Lume Cannabis to take over Skymint grow operation

Lume Cannabis to take over Skymint grow operation

This story was republished with permission from Crain’s Detroit and written by Dustin Walsh.

Lume Cannabis Co. plans to take over the large cannabis grow facility near Lansing that’s being abandoned by competitor Skymint.

Lume signed a letter of intent on Friday to become the lessee of the 56,000-square-foot Harvest Park facility at 10070 Harvest Park in Dimondale.

Skymint is shuttering its operations at the facility, owned by massive cannabis property developer Innovative Industrial Properties, by March 1 as part of its restructuring effort coming out of a months-long receivership.

The operation was Skymint’s last cannabis growing center in the state. Instead, Skymint will source products from other growers and continue to operate its 22 retail locations across the state.

Lume will continue due diligence before officially signing a long-term lease with IIP, but the plan is to occupy the facility in the next 90 days, said Doug Hellyar, president and COO of Lume, one of the state’s largest cannabis growers and the largest retailer by number of locations.

The company is working to obtain a local license from the village of Dimondale before it takes over the facility, he said.

Lume plans the first harvest at the Harvest Park facility in August. Then plants will be flash-frozen and shipped to its processing facility in Evart. Once operations are stable, the company plans to move its solventless extraction operation to the Dimondale facility, Hellyar said.

Eventually, the Dimondale operation will become its exclusive location for its live rosin product called Lume Gold Label, which is a concentrate product used in vapes and in smokable cured form.

“We need it because our product is in high demand and we can’t satisfy demand for our Gold Label product with our current footprint,” Hellyar said.

Hellyar claims when fully operational, the Dimondale facility will be the largest dedicated facility for live rosin in the state, possibly the nation.

Lume plans to invest millions of dollars into a new lighting system at Harvest Park as well as other upgrades.

Moving extraction operations to Dimondale will clear space for Lume to expand growing operations at its more than 200,000-square-foot facility in Evart.

Skymint once employed 143 at the Harvest Park facility. Some of those employees will likely be retained for the Lume grow operation, but the total number is not yet known, Hellyar said.

Skymint is beginning layoffs at the facility this week.

The embattled Skymint entered receivership in March last year after being sued by their primary lender, Canada’s Tropics LP, to whom they owed $127 million.

Tropics, under a new entity called Skymint Acquisition Co., acquired the assets of Green Peak Industries, doing business as Skymint, out of receivership for $109.4 million in a stalking horse bid in October. Tropics is a subsidiary of Sunstream Bancorp., which is a joint venture with the publicly-traded SNDL Inc. (NASDAQ: SNDL).

Under the deal, Tropics acquires Skymint’s cultivation assets as well as 22 retail leases with dispensaries that produced annualized sales of approximately $68 million in September, the company said in a news release.

In April, Skymint ceded its lease on the former Summit Sports and Ice Complex near Lansing. The company planned to double its marijuana production capabilities with the facility but never completed the build-out. Skymint surrendered the 176,000-square-foot facility and 21 acres back to developers IIP, the country’s largest cannabis property developer.

Meanwhile, Lume has continued to grow and plans to generate more than $200 million in revenue this year.

The company operates a grow facility in Evart and 38 dispensaries across the state.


◆ What the task requires
Write the data out again, character for character, with no images.

[Figure dataset records]
━━━━━━━━━━━━━━━━
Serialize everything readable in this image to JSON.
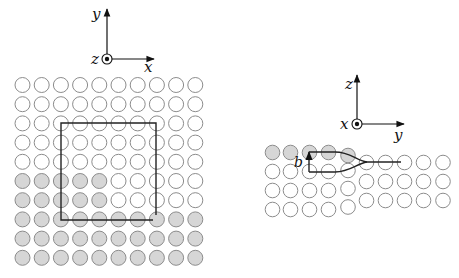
{
  "colors": {
    "atom_stroke": "#8c8c8c",
    "atom_fill_shaded": "#d6d6d6",
    "atom_fill_empty": "#ffffff",
    "line": "#222222"
  },
  "left_panel": {
    "axes": {
      "origin": [
        107,
        59
      ],
      "vertical_label": "y",
      "horizontal_label": "x",
      "out_of_plane_label": "z"
    },
    "lattice": {
      "rows": 10,
      "cols": 10,
      "x0": 22.5,
      "y0": 85,
      "pitch_x": 19.2,
      "pitch_y": 19.2,
      "r": 7.5,
      "shaded": [
        [
          0,
          0,
          0,
          0,
          0,
          0,
          0,
          0,
          0,
          0
        ],
        [
          0,
          0,
          0,
          0,
          0,
          0,
          0,
          0,
          0,
          0
        ],
        [
          0,
          0,
          0,
          0,
          0,
          0,
          0,
          0,
          0,
          0
        ],
        [
          0,
          0,
          0,
          0,
          0,
          0,
          0,
          0,
          0,
          0
        ],
        [
          0,
          0,
          0,
          0,
          0,
          0,
          0,
          0,
          0,
          0
        ],
        [
          1,
          1,
          1,
          1,
          1,
          0,
          0,
          0,
          0,
          0
        ],
        [
          1,
          1,
          1,
          1,
          1,
          0,
          0,
          0,
          0,
          0
        ],
        [
          1,
          1,
          1,
          1,
          1,
          1,
          1,
          1,
          1,
          1
        ],
        [
          1,
          1,
          1,
          1,
          1,
          1,
          1,
          1,
          1,
          1
        ],
        [
          1,
          1,
          1,
          1,
          1,
          1,
          1,
          1,
          1,
          1
        ]
      ]
    },
    "burgers_circuit": {
      "left": 61,
      "top": 123,
      "right": 156,
      "bottom": 220,
      "gap_right_end_y": 215,
      "gap_bottom_end_x": 153
    }
  },
  "right_panel": {
    "axes": {
      "origin": [
        357,
        124
      ],
      "vertical_label": "z",
      "horizontal_label": "y",
      "out_of_plane_label": "x"
    },
    "left_block": {
      "cols_x": [
        272.5,
        290.5,
        309.5,
        328.5
      ],
      "rows_y": [
        152.5,
        171.5,
        190.5,
        209.5
      ],
      "shaded_row": 0
    },
    "core_column": {
      "x": 348,
      "rows_y": [
        155.5,
        170.5,
        188.5,
        207
      ],
      "shaded_row": 0
    },
    "right_block": {
      "cols_x": [
        366.5,
        385.5,
        404.5,
        423.5,
        443
      ],
      "rows_y": [
        162.5,
        181.5,
        200.5
      ]
    },
    "burgers_vector_label": "b"
  }
}
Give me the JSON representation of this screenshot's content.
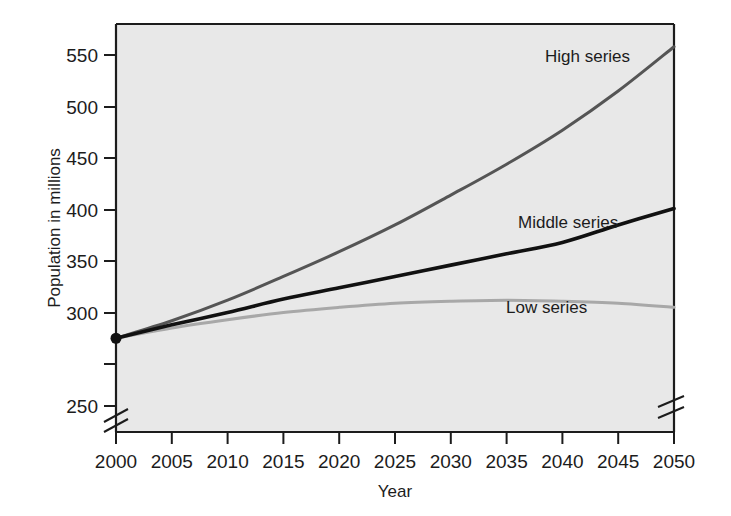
{
  "chart_data": {
    "type": "line",
    "title": "",
    "xlabel": "Year",
    "ylabel": "Population in millions",
    "xlim": [
      2000,
      2050
    ],
    "ylim": [
      250,
      570
    ],
    "xticks": [
      "2000",
      "2005",
      "2010",
      "2015",
      "2020",
      "2025",
      "2030",
      "2035",
      "2040",
      "2045",
      "2050"
    ],
    "yticks": [
      "250",
      "300",
      "350",
      "400",
      "450",
      "500",
      "550"
    ],
    "grid": false,
    "legend_position": "inline-annotations",
    "axis_breaks": [
      "y-axis below 250",
      "x-axis right of 2045"
    ],
    "x": [
      2000,
      2005,
      2010,
      2015,
      2020,
      2025,
      2030,
      2035,
      2040,
      2045,
      2050
    ],
    "series": [
      {
        "name": "High series",
        "color": "#555555",
        "values": [
          275,
          292,
          312,
          335,
          359,
          385,
          414,
          444,
          477,
          515,
          558
        ]
      },
      {
        "name": "Middle series",
        "color": "#111111",
        "values": [
          275,
          288,
          300,
          313,
          324,
          335,
          346,
          357,
          368,
          385,
          401
        ]
      },
      {
        "name": "Low series",
        "color": "#a8a8a8",
        "values": [
          275,
          285,
          293,
          300,
          305,
          309,
          311,
          312,
          311,
          309,
          305
        ]
      }
    ],
    "marker_point": {
      "x": 2000,
      "y": 275,
      "shape": "filled-circle"
    }
  },
  "annotations": {
    "high_label": "High series",
    "middle_label": "Middle series",
    "low_label": "Low series"
  },
  "colors": {
    "plot_background": "#e8e8e8",
    "page_background": "#ffffff",
    "axis": "#1c1c1c",
    "high": "#555555",
    "middle": "#111111",
    "low": "#a8a8a8"
  }
}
━━━━━━━━━━━━━━━━
◆ Written answer
Serialize everything readable in this image to JSON.
{
  "colors": {
    "atom_stroke": "#8c8c8c",
    "atom_fill_shaded": "#d6d6d6",
    "atom_fill_empty": "#ffffff",
    "line": "#222222"
  },
  "left_panel": {
    "axes": {
      "origin": [
        107,
        59
      ],
      "vertical_label": "y",
      "horizontal_label": "x",
      "out_of_plane_label": "z"
    },
    "lattice": {
      "rows": 10,
      "cols": 10,
      "x0": 22.5,
      "y0": 85,
      "pitch_x": 19.2,
      "pitch_y": 19.2,
      "r": 7.5,
      "shaded": [
        [
          0,
          0,
          0,
          0,
          0,
          0,
          0,
          0,
          0,
          0
        ],
        [
          0,
          0,
          0,
          0,
          0,
          0,
          0,
          0,
          0,
          0
        ],
        [
          0,
          0,
          0,
          0,
          0,
          0,
          0,
          0,
          0,
          0
        ],
        [
          0,
          0,
          0,
          0,
          0,
          0,
          0,
          0,
          0,
          0
        ],
        [
          0,
          0,
          0,
          0,
          0,
          0,
          0,
          0,
          0,
          0
        ],
        [
          1,
          1,
          1,
          1,
          1,
          0,
          0,
          0,
          0,
          0
        ],
        [
          1,
          1,
          1,
          1,
          1,
          0,
          0,
          0,
          0,
          0
        ],
        [
          1,
          1,
          1,
          1,
          1,
          1,
          1,
          1,
          1,
          1
        ],
        [
          1,
          1,
          1,
          1,
          1,
          1,
          1,
          1,
          1,
          1
        ],
        [
          1,
          1,
          1,
          1,
          1,
          1,
          1,
          1,
          1,
          1
        ]
      ]
    },
    "burgers_circuit": {
      "left": 61,
      "top": 123,
      "right": 156,
      "bottom": 220,
      "gap_right_end_y": 215,
      "gap_bottom_end_x": 153
    }
  },
  "right_panel": {
    "axes": {
      "origin": [
        357,
        124
      ],
      "vertical_label": "z",
      "horizontal_label": "y",
      "out_of_plane_label": "x"
    },
    "left_block": {
      "cols_x": [
        272.5,
        290.5,
        309.5,
        328.5
      ],
      "rows_y": [
        152.5,
        171.5,
        190.5,
        209.5
      ],
      "shaded_row": 0
    },
    "core_column": {
      "x": 348,
      "rows_y": [
        155.5,
        170.5,
        188.5,
        207
      ],
      "shaded_row": 0
    },
    "right_block": {
      "cols_x": [
        366.5,
        385.5,
        404.5,
        423.5,
        443
      ],
      "rows_y": [
        162.5,
        181.5,
        200.5
      ]
    },
    "burgers_vector_label": "b"
  }
}
Give me the JSON representation of this screenshot's content.
{
  "chart_data": {
    "type": "line",
    "title": "",
    "xlabel": "Year",
    "ylabel": "Population in millions",
    "xlim": [
      2000,
      2050
    ],
    "ylim": [
      250,
      570
    ],
    "xticks": [
      "2000",
      "2005",
      "2010",
      "2015",
      "2020",
      "2025",
      "2030",
      "2035",
      "2040",
      "2045",
      "2050"
    ],
    "yticks": [
      "250",
      "300",
      "350",
      "400",
      "450",
      "500",
      "550"
    ],
    "grid": false,
    "legend_position": "inline-annotations",
    "axis_breaks": [
      "y-axis below 250",
      "x-axis right of 2045"
    ],
    "x": [
      2000,
      2005,
      2010,
      2015,
      2020,
      2025,
      2030,
      2035,
      2040,
      2045,
      2050
    ],
    "series": [
      {
        "name": "High series",
        "color": "#555555",
        "values": [
          275,
          292,
          312,
          335,
          359,
          385,
          414,
          444,
          477,
          515,
          558
        ]
      },
      {
        "name": "Middle series",
        "color": "#111111",
        "values": [
          275,
          288,
          300,
          313,
          324,
          335,
          346,
          357,
          368,
          385,
          401
        ]
      },
      {
        "name": "Low series",
        "color": "#a8a8a8",
        "values": [
          275,
          285,
          293,
          300,
          305,
          309,
          311,
          312,
          311,
          309,
          305
        ]
      }
    ],
    "marker_point": {
      "x": 2000,
      "y": 275,
      "shape": "filled-circle"
    }
  },
  "annotations": {
    "high_label": "High series",
    "middle_label": "Middle series",
    "low_label": "Low series"
  },
  "colors": {
    "plot_background": "#e8e8e8",
    "page_background": "#ffffff",
    "axis": "#1c1c1c",
    "high": "#555555",
    "middle": "#111111",
    "low": "#a8a8a8"
  }
}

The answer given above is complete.